The problem we have is that there’s a limit to how severe we can be on these corporations because we are dependent on them. So, most of the time we don’t want to prosecute them and put them out of business at the same time. Some of this has to do with this problem of corporate scale that I’m talking about.

TC: Why aren’t more people jailed for white collar crimes?

SB: Well, we actually have more people being prosecuted for corporate crime than most people think. There’s actually quite a few prosecutions going on, and there are long sentences being given out. It’s certainly a misconception that there is a softness on white-collar crime. If anything, our criminal justice system has gotten harsher in the area of white-collar crimes. It’s gotten harsher in a lot of areas over the last 20 or 30 years. More things are criminal. The sentences are longer. 

That said, I think that there’s a perception that that’s not the case because people tend to focus on the few, most high-profile cases of wrongdoing that involve the largest corporations, so the banks in the financial crisis for example. But, the larger the corporation and the more the problem seems to be a problem of management responsibility for the wrongdoing or for failing to present the wrongdoing, the harder it is to prosecute that because in our criminal justice system, we require individual guilt for prosecution, and it can be very difficult to establish that management of a very large corporation had the necessary involvement and awareness of the wrongdoing at lower levels for them to be able to be prosecuted. That’s certainly the case with the banks in the financial crisis.

TC: Are corporations people? Should they be treated as such?

SB: Well, it’s interesting because some of the same people who are very upset about corporate crime and feel that corporations are not treated harshly enough by the legal system also don’t like the fact that the Supreme Court has decided that corporations can be treated as individuals for the purpose of certain constitutional rights. My point would be that you can’t really have it both ways. Are they physically actually persons? No, of course not. To me, that is silly discussion. 

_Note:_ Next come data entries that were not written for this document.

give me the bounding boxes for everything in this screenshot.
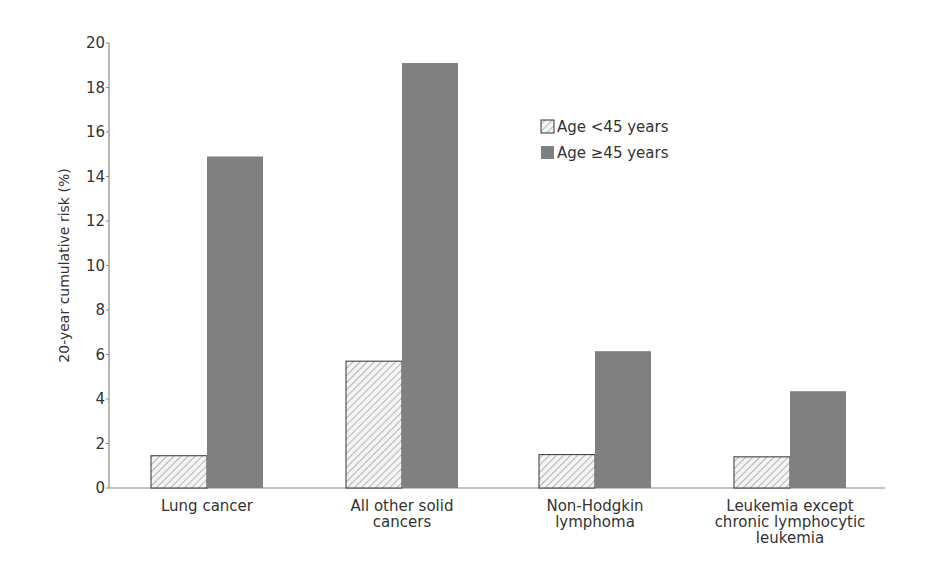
legend-label: Age <45 years: [557, 118, 669, 136]
y-tick-label: 18: [86, 79, 105, 97]
legend: Age <45 yearsAge ≥45 years: [541, 118, 669, 162]
category-label: cancers: [373, 513, 432, 531]
y-tick-label: 20: [86, 34, 105, 52]
bar-age-under-45: [346, 361, 402, 488]
axes: 0246810121416182020-year cumulative risk…: [56, 34, 885, 497]
category-labels: Lung cancerAll other solidcancersNon-Hod…: [161, 497, 865, 547]
bar-age-under-45: [734, 457, 790, 488]
legend-swatch-hatched: [541, 120, 554, 133]
bar-age-under-45: [539, 455, 595, 488]
bar-age-45-plus: [207, 156, 263, 488]
category-label: Lung cancer: [161, 497, 254, 515]
y-tick-label: 10: [86, 257, 105, 275]
y-tick-label: 4: [95, 390, 105, 408]
y-tick-label: 0: [95, 479, 105, 497]
legend-label: Age ≥45 years: [557, 144, 669, 162]
category-label: lymphoma: [555, 513, 635, 531]
y-tick-label: 14: [86, 168, 105, 186]
y-axis-title: 20-year cumulative risk (%): [56, 168, 72, 362]
bar-chart: 0246810121416182020-year cumulative risk…: [0, 0, 928, 584]
bar-age-under-45: [151, 456, 207, 488]
category-label: leukemia: [756, 529, 824, 547]
y-tick-label: 8: [95, 301, 105, 319]
y-tick-label: 12: [86, 212, 105, 230]
legend-swatch-solid: [541, 146, 554, 159]
bar-age-45-plus: [790, 391, 846, 488]
y-tick-label: 6: [95, 346, 105, 364]
y-tick-label: 16: [86, 123, 105, 141]
y-tick-label: 2: [95, 435, 105, 453]
bar-age-45-plus: [402, 63, 458, 488]
bars: [151, 63, 846, 488]
bar-age-45-plus: [595, 351, 651, 488]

The question is whether they can be treated legally as persons for the purpose of, for example, criminal prosecution. I think they should be allowed to be treated that way. In fact, they are in a legal system and have been for over a century. Well, if you can treat something as a proper object of prosecution, then you also have to figure out what legal rights it has. I’m not of the view that corporations should have all the same legal rights as individuals, but they need to have at least some legal rights, like the right to counsel, the right to a jury trial, that kind of thing. It’s not as simple as they are or are not persons. Of course they’re not persons.

TC: What are some solutions to make the criminal justice system for corporate crime more fair?

SB: What I talk about at the end of the book is the conversation we need to be having, more than specific concrete proposals. My argument is that we can continue to make proposals to tweak the criminal justice system one way or another. But, it’s not going to change the fundamental fact that we have dependent relationships on very large corporate institutions that engage in risky behaviors that we don’t have sufficient control over. 

So, what we really need to be doing is having a conversation about the corporation itself and whether a very large public corporation is an institution that’s just become dysfunctional. Perhaps, we need to think about different ways to define the obligations outside the criminal justice system—the legal obligations of those who form and manage corporations. That’s the conversation we ought to be having, not a conversation about who is or who isn’t in jail.


Likhitha Butchireddygari

Follow Likhitha on Twitter

Class of 2019

Editor-in-chief 2017-18, 

Local and national news department head 2016-17

Born in Hyderabad, India, Likhitha Butchireddygari moved to Baltimore at a young age. She is pursuing a Program II major entitled "Digital Democracy and Data" about the future of the American democracy.